The relationship needs to be truly mutual—benefitting both parties. Ken Wells and Loretta Jones16 describe these types of partnerships as a process of “engagement,” in the same way one envisions the term used to describe marriage. It takes trust, commitment, communication, and patience to continue the partnership over the long term. For example, researchers and partners work on a mutually agreeable protocol for reviewing study findings that allows the researcher to be independent while not blindsiding the operational partner. Researchers should also acknowledge the contribution of partners and allow partners to take credit for findings as a means to increase impact of the research.

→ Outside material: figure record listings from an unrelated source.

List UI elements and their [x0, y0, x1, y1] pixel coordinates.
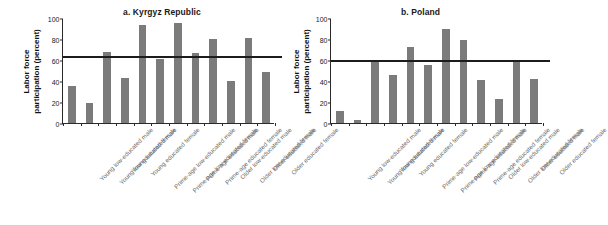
y-axis-tick-mark [328, 103, 331, 104]
x-axis-tick-mark [257, 123, 258, 126]
bar [513, 60, 520, 123]
y-axis-tick-mark [60, 40, 63, 41]
reference-line-national-average [331, 60, 550, 62]
x-axis-tick-mark [169, 123, 170, 126]
panel-title-a: a. Kyrgyz Republic [0, 7, 282, 17]
x-axis-tick-mark [384, 123, 385, 126]
reference-line-national-average [63, 56, 282, 58]
x-axis-tick-mark [63, 123, 64, 126]
bar [442, 29, 449, 124]
x-axis-tick-mark [151, 123, 152, 126]
bar [477, 80, 484, 123]
bar [424, 65, 431, 123]
x-axis-tick-mark [240, 123, 241, 126]
x-axis-tick-mark [490, 123, 491, 126]
x-axis-tick-mark [525, 123, 526, 126]
x-axis-tick-mark [402, 123, 403, 126]
x-axis-tick-mark [508, 123, 509, 126]
y-axis-title-line1-b: Labor force [292, 19, 302, 124]
bar [139, 25, 146, 123]
x-axis-tick-mark [222, 123, 223, 126]
x-axis-tick-mark [98, 123, 99, 126]
bar [86, 103, 93, 123]
bar [262, 72, 269, 123]
y-axis-title-line2-a: participation (percent) [32, 19, 42, 124]
y-axis-title-b: Labor force participation (percent) [292, 19, 312, 124]
y-axis-tick-mark [60, 103, 63, 104]
panel-kyrgyz-republic: a. Kyrgyz Republic Labor force participa… [0, 0, 282, 225]
y-axis-title-a: Labor force participation (percent) [22, 19, 42, 124]
x-axis-tick-mark [455, 123, 456, 126]
bar [192, 53, 199, 123]
bar [407, 47, 414, 123]
bar [354, 120, 361, 123]
bar [530, 79, 537, 123]
x-axis-tick-mark [116, 123, 117, 126]
bar [336, 111, 343, 123]
bar [103, 52, 110, 123]
bar [460, 40, 467, 123]
y-axis-tick-mark [328, 40, 331, 41]
y-axis-tick-mark [328, 19, 331, 20]
plot-area-a: 020406080100 [62, 19, 274, 124]
x-axis-tick-mark [543, 123, 544, 126]
x-axis-tick-mark [349, 123, 350, 126]
panel-poland: b. Poland Labor force participation (per… [282, 0, 561, 225]
x-axis-tick-mark [437, 123, 438, 126]
bar [156, 59, 163, 123]
x-axis-tick-mark [134, 123, 135, 126]
bar [389, 75, 396, 123]
x-axis-tick-mark [204, 123, 205, 126]
bar [245, 38, 252, 123]
plot-area-b: 020406080100 [330, 19, 542, 124]
x-axis-tick-mark [472, 123, 473, 126]
y-axis-title-line1-a: Labor force [22, 19, 32, 124]
y-axis-tick-mark [60, 61, 63, 62]
y-axis-tick-mark [328, 82, 331, 83]
bar [121, 78, 128, 123]
x-axis-tick-mark [187, 123, 188, 126]
y-axis-tick-mark [60, 82, 63, 83]
bar [174, 23, 181, 123]
bar [227, 81, 234, 123]
y-axis-tick-mark [60, 19, 63, 20]
y-axis-title-line2-b: participation (percent) [302, 19, 312, 124]
x-axis-tick-mark [419, 123, 420, 126]
x-axis-tick-mark [275, 123, 276, 126]
x-axis-tick-mark [331, 123, 332, 126]
bar [68, 86, 75, 123]
bar [371, 60, 378, 123]
bar [495, 99, 502, 123]
x-axis-tick-mark [366, 123, 367, 126]
bar [209, 39, 216, 123]
x-axis-tick-mark [81, 123, 82, 126]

QUERI has recently adopted two measures of impact that appeal to partners and expand beyond papers and grants: whether the research findings have been communicated to key decision-makers, and whether the findings shaped or directly resulted in a change to clinical practice or policy.

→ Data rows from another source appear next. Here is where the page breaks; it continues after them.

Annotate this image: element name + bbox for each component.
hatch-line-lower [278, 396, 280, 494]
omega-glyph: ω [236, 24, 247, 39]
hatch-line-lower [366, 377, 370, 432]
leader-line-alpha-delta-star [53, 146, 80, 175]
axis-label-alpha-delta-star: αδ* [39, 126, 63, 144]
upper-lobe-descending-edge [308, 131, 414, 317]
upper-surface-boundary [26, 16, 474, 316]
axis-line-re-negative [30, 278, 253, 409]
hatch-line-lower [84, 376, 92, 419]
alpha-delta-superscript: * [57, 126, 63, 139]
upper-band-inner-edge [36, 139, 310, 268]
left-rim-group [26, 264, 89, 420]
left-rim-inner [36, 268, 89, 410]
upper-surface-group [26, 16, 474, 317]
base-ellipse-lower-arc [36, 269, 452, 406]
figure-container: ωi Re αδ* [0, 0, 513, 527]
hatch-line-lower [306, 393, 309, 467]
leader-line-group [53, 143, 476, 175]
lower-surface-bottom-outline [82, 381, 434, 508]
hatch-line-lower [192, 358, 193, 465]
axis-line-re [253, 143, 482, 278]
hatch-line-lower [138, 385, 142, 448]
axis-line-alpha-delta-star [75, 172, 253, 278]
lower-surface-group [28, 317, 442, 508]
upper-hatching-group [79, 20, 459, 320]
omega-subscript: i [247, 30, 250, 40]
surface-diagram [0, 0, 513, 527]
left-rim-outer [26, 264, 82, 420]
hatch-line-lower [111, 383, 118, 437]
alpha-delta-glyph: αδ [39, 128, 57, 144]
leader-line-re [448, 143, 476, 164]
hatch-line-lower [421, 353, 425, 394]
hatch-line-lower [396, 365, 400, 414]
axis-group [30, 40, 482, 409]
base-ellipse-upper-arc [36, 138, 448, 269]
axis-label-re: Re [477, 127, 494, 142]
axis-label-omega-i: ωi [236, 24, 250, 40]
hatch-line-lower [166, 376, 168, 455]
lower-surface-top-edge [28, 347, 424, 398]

Seek Input from Different Stakeholders

Researchers need to involve their end-users in the development and operationalization of research so that it stands a greater chance of being accepted and adopted in the real world. Some of the best ideas leading to new treatment discoveries and implementation methods come from end users. For health services research, the Patient Centers Outcomes Research Initiative (PCORI) program has led the way in involving consumers and patients in the funding decision process and has advocated that studies use a patient council or involve patients in the study team. For QUERI, the main end-users are frontline providers adopting effective programs, so greater efforts are needed to involve clinicians in the conceptual development and design of implementation studies. VA’s Mental Health QUERI recently launched a Stakeholder Council consisting of frontline providers and Veteran representatives who review project ideas and make recommendations regarding the Center’s strategic direction. The HMO Research Network is also developing patient engagement toolkits to facilitate more rapid implementation of patient-centered research and even help investigators recruit, train and support patient co-investigators.17

Overall, successful research–clinical partnerships in which both parties have a shared agenda and ongoing interaction can lead to increased probability that the research findings will be used in routine practice. Researchers and partners should strike an appropriate balance between rigor and time-sensitive opportunities in order to make more dramatic progress on implementing effective programs into clinical practice. While researchers should be flexible to partners’ needs, they need to be in a position to challenge assumptions made by the partner, and the partner needs to be open to potential negative findings regarding their programs. The sweet spot might be achieved through the greater use of practical clinical trials, quality improvement mechanisms, and/or natural experiments.18 Ultimately, creating an environment of psychological safety between researchers and operational partners is crucial to maintaining a trusting relationship.

There is additional work to be done by funders, academic departments, and healthcare organizations if we are to truly move to a culture of partnership. Academic research settings, healthcare organizations, and funders need to create the right incentives to reward the hard work of partnership, both in promotion decisions for researchers and in the expectations of clinical leaders, so we can attract and support the best people and ideas. Funders also need to create clear expectations of when and what type of partnership is expected.

The current challenges VHA and other healthcare systems face in improving access, quality, and efficiency of care may provide unexpected opportunities for investigators to lead collaborative work. Researchers should strive to more actively promote alliances with program partners, and to ensure that frontline providers are actively involved in the development and implementation of new research initiatives to insure uptake and impact.